A Time for War, a Time for Peace - Keith R. A. DeCandido [42]
Two beams from Breen disruptors shot out from between the doors as they opened. One harmlessly hit the center of the shaft. The other was off-center, and struck a glancing blow on Worf’s left elbow. The entire arm went numb and fell to his side, his fingers hanging loose, and the phaser tumbling out of his grip and falling down the shaft, making a clattering noise as it went.
This, Worf thought, is not good.
The doors opened three-quarters of the way to reveal two Klingons in stewards’ outfits.
Using his legs and right arm to propel him, Worf leapt from his perch on the turboshaft ladder right at the pair of them. He had no particular plan in mind; it was a desperation move, borne of the hope that they weren’t expecting quite this kind of frontal assault.
Even as Worf flew through the air toward them, one of them shouted, “It’s hi—” with the final consonant cut off by the impact of an ambassadorial chest with his face. Worf and both Klingons tumbled to the floor.

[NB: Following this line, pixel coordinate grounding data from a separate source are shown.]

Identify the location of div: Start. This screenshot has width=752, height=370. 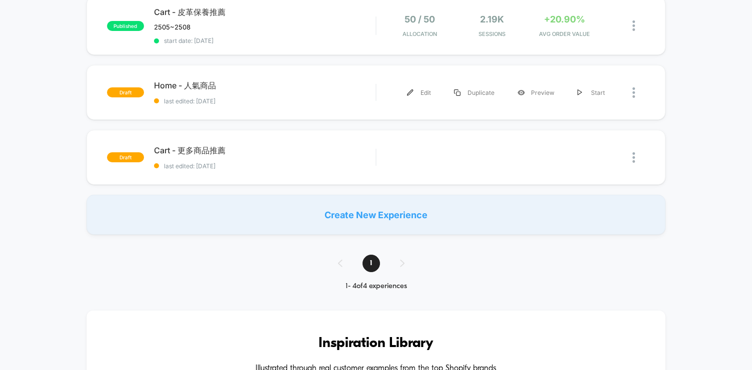
(591, 92).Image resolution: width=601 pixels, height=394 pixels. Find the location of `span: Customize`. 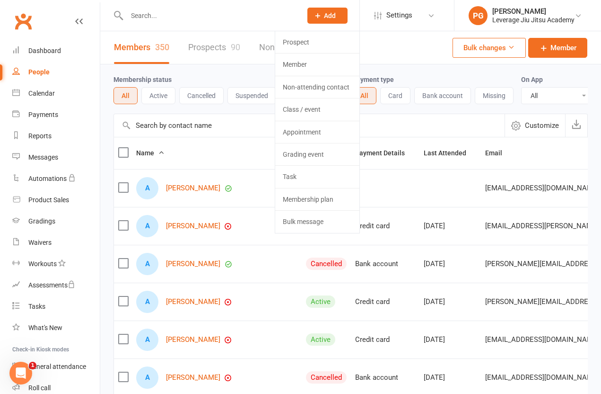

span: Customize is located at coordinates (542, 125).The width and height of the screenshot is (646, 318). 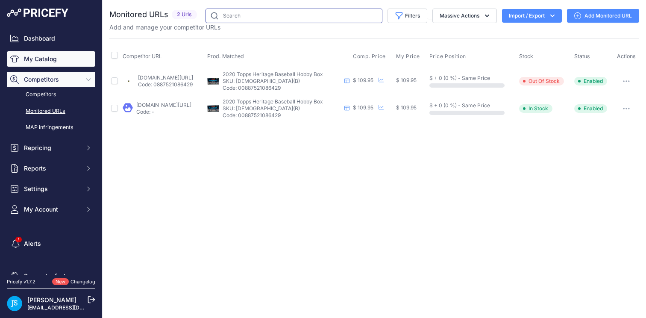 What do you see at coordinates (51, 79) in the screenshot?
I see `button: Competitors` at bounding box center [51, 79].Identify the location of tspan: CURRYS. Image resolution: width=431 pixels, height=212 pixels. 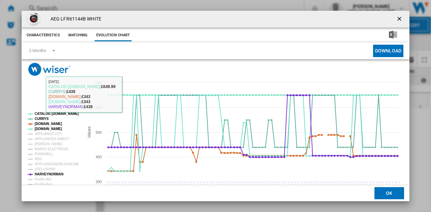
(42, 119).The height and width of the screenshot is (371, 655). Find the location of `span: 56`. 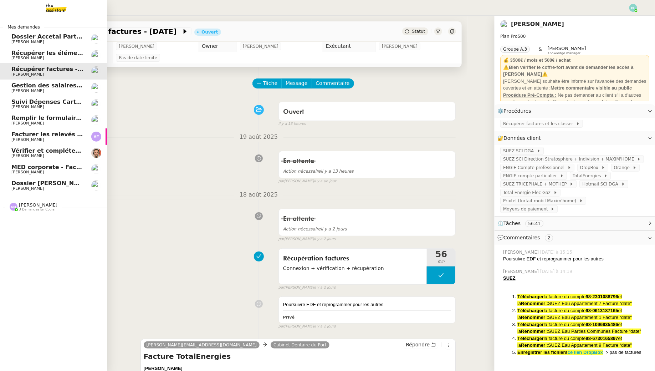

span: 56 is located at coordinates (441, 254).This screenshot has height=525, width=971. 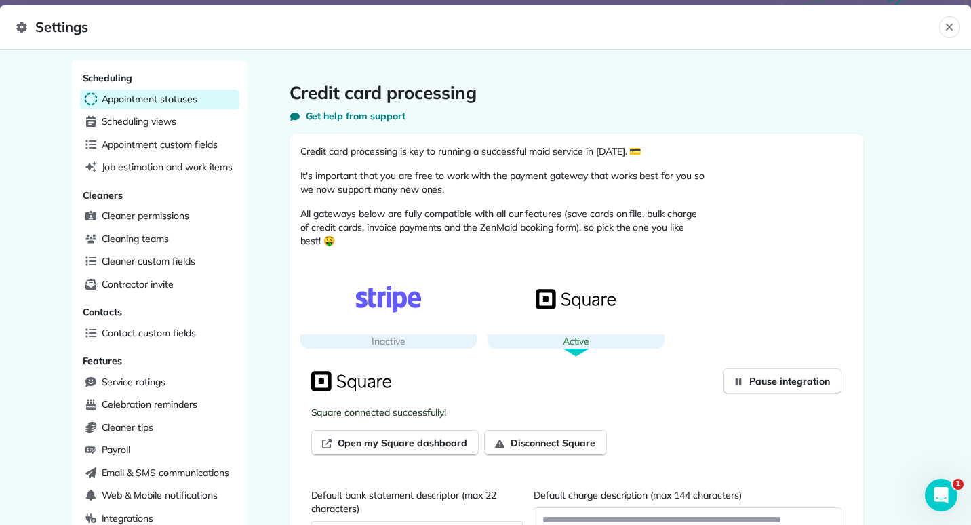 What do you see at coordinates (149, 99) in the screenshot?
I see `span: Appointment statuses` at bounding box center [149, 99].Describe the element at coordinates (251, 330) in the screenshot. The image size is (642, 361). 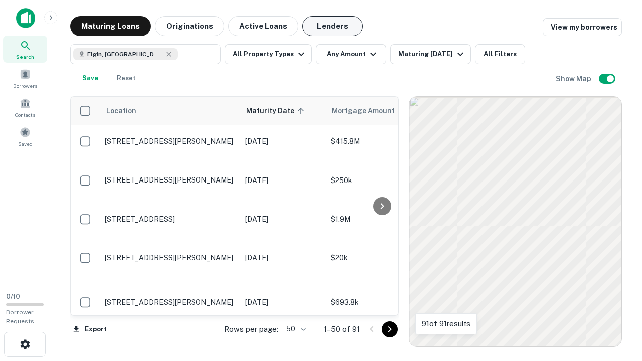
I see `p: Rows per page:` at that location.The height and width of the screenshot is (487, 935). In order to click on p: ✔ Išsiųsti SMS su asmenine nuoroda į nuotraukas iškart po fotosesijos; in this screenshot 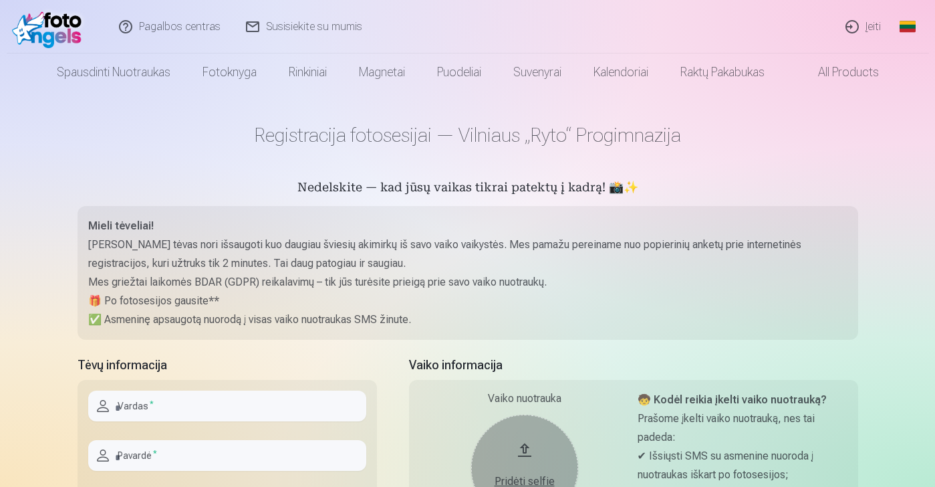, I will do `click(743, 465)`.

There was no art to Worf’s attack, nor in the melee that followed. Worf simply flailed with his one good arm and both legs in an attempt to do damage to his opponents. One of them managed to punch Worf in the gut, but neither of them were able to do much beyond that. At one point, one of them dropped his disruptor. As he bent to pick it up, Worf kicked him in the face, which sent him stumbling backward.
A second later, that Klingon’s screams echoed into the walls, and faded as he fell down the turboshaft he’d fallen into after Worf’s kick.
His companion scrambled to his feet and stood at the open doorway. “Pek! Pek! You petaQ, you killed him! I’ll—”
Whatever it was he was going to do was left unsaid, as a shot from the disruptor the late Pek had dropped caught him square in the chest, and he fell to the floor, dead.
Worf, still lying on the floor, but now holding Pek’s weapon, let out a long breath. He got to his feet, using the disruptor’s stock to balance himself in lieu of his now-useless left arm. Once upright, he holstered the disruptor into his belt, then reached down and grabbed the other disruptor. Even if I can’t fire both at once, better to have a backup, he thought, angered at the loss of the Ferengi phaser. Few things disheartened a warrior more than losing a good weapon, and the phaser had proven an excellent one.
“Vark, I’m on my way back.” That was Rov again. Tucking the disruptor under his left shoulder, Worf awkwardly reached into his left pocket with his right hand to pull out the tricorder. “Dohk, Gimor, report.”
“Nothing on three. We’re moving up to four.”
Worf examined the readings, and saw that the human remained in place, one Klingon was now climbing the emergency stairway back up to the tenth floor—presum-ably Rov. Four Klingons were now on the eighth floor, leading Worf to assume that B’Eko had been left behind to protect Torvak. A wise precaution.
“Krant, Mukk?”
Worf moved quickly, kicking the Klingon’s body so it too fell down the shaft. If Rov was getting reports, the lack of reply on this floor would lead someone to investigate. Finding no bodies would delay action more than finding a single one, and give Worf more time.
“Nothing on seven yet.”
“Larq, Pek?”
Silence greeted Rov’s request. With both disruptors holstered in his belt, Worf awkwardly climbed over to the ladder with one arm. At once, he realized he couldn’t close the door behind him, as he needed his only good arm to hang on to the ladder.
“Larq, Pek, report!”
Unfortunately, Worf had to use the shaft—the Klahb people were using the emergency stairs, and now he especially needed to minimize confrontations that weren’t on his own terms.
“Dohk, Gimor, move up to five, find out what’s happened to Larq and Pek.”
“They probably shot each other,” either Dohk or Gimor said, and the other laughed.